Nor will such a fund be an easy sell in alternative investment circles. Institutional investors, for example, would probably have trouble slipping this type of fund through their investment committees.
In addition, many investment advisers would worry about putting clients' money in something they themselves have a hard time understanding.
"This certainly qualifies as an alternative investment," says Joseph Aaron, of Wood, Hat & Silver LLC, a San Francisco firm that invests in hedge funds for individuals and institutions. "But I suspect it is a tad too alternative for traditional portfolios."
Even art market players with experience in more traditional art investment funds are skeptical. William Pearlstein, a well-known art investor and art market lawyer with New York-based Golenbock Eiseman Assor Bell & Peskoe is among those who believe investors can still obtain top pieces of art that "will garner the esteem and praise of peers," while not breaking the bank.
Pearlstein is also an experienced hand at art investment funds, having been an investor in one that imploded last year. The fund, Fernwood Art Investments, was launched in 2005 with great fanfare.

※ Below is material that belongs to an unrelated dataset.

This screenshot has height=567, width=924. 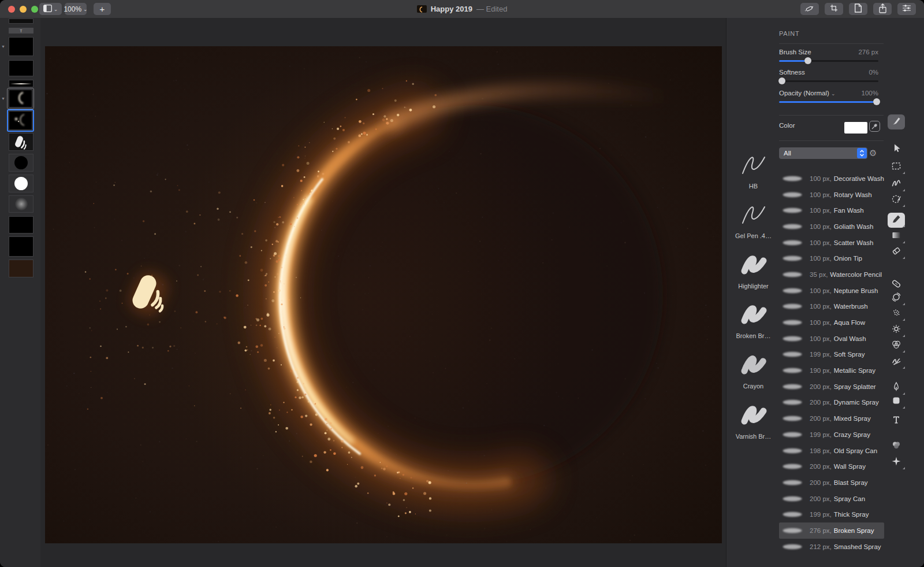 What do you see at coordinates (896, 122) in the screenshot?
I see `style-tool` at bounding box center [896, 122].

It was shuttered more quietly in 2006 amid charges of mismanagement, and it is now the subject of several investor lawsuits, including one joined by Pearlstein.
Although Pearlstein still believes in the concept of art investment funds, calling Fernwood "a good idea" that succumbed to "flawed execution and garden-variety human frailty," he is circumspect about the quick-trading and commoditization of art embraced by the Art Trading Fund.
"The art market isn't a stock market," he says. "People who buy art are generally collectors or connoisseurs of a particular kind and there aren't millions of them with a taste for a particular artist, so I'm not sure about this idea of slipping in and out of pieces. There is not a lot of liquidity short-term."
Of course, the Art Trading Fund could still become a roaring success for its principals if a few well-heeled investors buy into the idea. With so much money chasing returns, all it takes is "a narrow inch of the world to get comfortable with it," says Pearlstein, then it's off to the races.